David was jealous of Jago, Storm admitted uneasily, but the jealousy had nothing to do with her. It went far deeper than that, and a fear that could not be reasoned away rose up inside her.

‘David, you didn’t do all those things, did you?’ she asked shakily. ‘You didn’t tell Mr Harmer that we were going bankrupt, or.…’

‘What does it matter if I did?’ David asked bitterly. ‘It’s no more than Marsh deserves. The station was mine until he came along. The I.B.A. had no right to put him in over my head, and—yes, all right,’ he said fiercely, ‘I wanted to make things difficult for him, to give him a taste of the problems I’d had to face. When you told me about the Harmer campaign it seemed the ideal starting point…’

She must not be sick, Storm thought, oppressed by the atmosphere of the small room and the man seated opposite her, who had suddenly become a stranger.

‘And the bookshop?’ she asked him faintly.

He had the grace to look faintly ashamed. ‘There isn’t one, but I had to have some reason for leaving.’

‘So that you and Sam Townley could make a bid to take over the franchise when it comes up next year?’

‘Why the hell shouldn’t we?’ David asked defiantly, shattering Storm’s frail hope that there could still be some reasonable explanation of what had happened.

‘Oh, David!’ she exclaimed unhappily. ‘Sam Townley, of all people…’

‘There’s nothing wrong with Sam,’ David said defensively. ‘Angie’s sure she can persuade him…’

‘Angie?’ Storm stared at him. Had Jago been doing more than just baiting her when he said that David would prefer to take Angie to bed than her? One look at his face told her all she needed to know. Pain twisted inside her like a knife.

‘So even that wasn’t real,’ she said bitterly. ‘You never actually wanted me, did you, David? You didn’t love me as I thought…’

‘I’m sorry,’ he said awkwardly. ‘I’m fond of you, Storm, and always have been, but you can’t pretend we ever set the world alight.’ His mouth twisted wryly. ‘I’ll admit when we first met I used to wonder what you’d be like in bed, but when I got to know you I realised it just wasn’t on.’

‘And does Angie set the world alight for you?’ Storm asked savagely, biting her lip when she saw the colour filling his thin face. ‘I’m sorry,’ she apologised, ‘I shouldn’t have said that. I must go…’

‘You do understand, don’t you, Storm?’ he pleaded with her at the door. ‘I had no choice, I had to make Marsh see that he couldn’t walk all over me, and as for the rest—well, it’s not my fault if I can’t get excited about you. You never gave me any encouragement, and…’

‘It isn’t your fault, David,’ Storm said quietly as she stepped outside.

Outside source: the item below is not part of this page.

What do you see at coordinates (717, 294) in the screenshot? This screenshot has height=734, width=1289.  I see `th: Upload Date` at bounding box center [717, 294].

She was grateful for the fact that she had parked the car down a side street from David’s house, because that gave her the opportunity to sit quietly in it until the shaking had gone.

She couldn’t cry, it hurt too much for that. Even now she could hardly believe it. And the thing that hurt most, she acknowledged, was not that David didn’t love her—deep inside she had known that all along—but that he liked her so little that he could willingly have used her as a dupe. And a dupe was what she had been, there could be no mistake about that.

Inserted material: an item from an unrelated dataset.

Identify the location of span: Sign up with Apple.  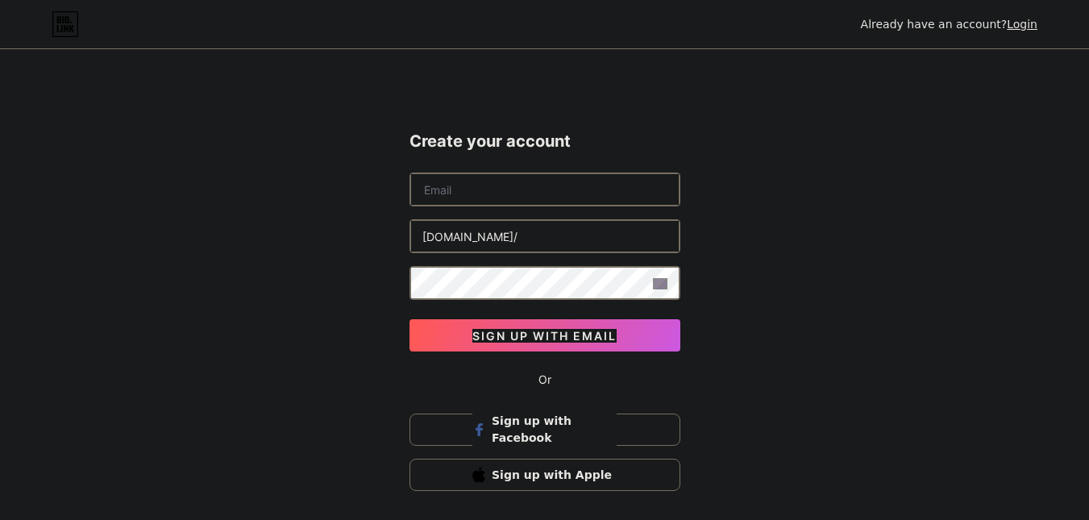
(554, 475).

She didn’t go straight home. The empty house was something she felt unable to face in her present mood, and instead she drove for a while, letting her thoughts drift and her mind exhaust itself as she tried to rationalise what she had learned.

David had not deliberately tried to hurt her, she told herself, but the way he had talked about her had stripped away her defences.

He might not actually have accused her of being cold and unfeminine, she thought wryly, but he had left her in no doubt that that was what he considered she was. And yet she had responded readily enough to Jago. Too readily, she thought sombrely as she drove home.

CHAPTER EIGHT

THE evening stretched emptily ahead of her. She had intended to wash her hair and have a leisurely

bath before David picked her up, but now there seemed little point in going to all that trouble just to sit in front of the fire and watch television.

She found a book that her mother had been reading, but it failed to hold her attention and after a while she went upstairs to wash her hair, thinking that the occupation would keep her hands busy if not her mind.

Even now she was finding it hard to take it in. She had just finished rinsing her hair when she heard the doorbell, and thinking it must be David come to explain that it was all a misunderstanding she flew downstairs and opened the door.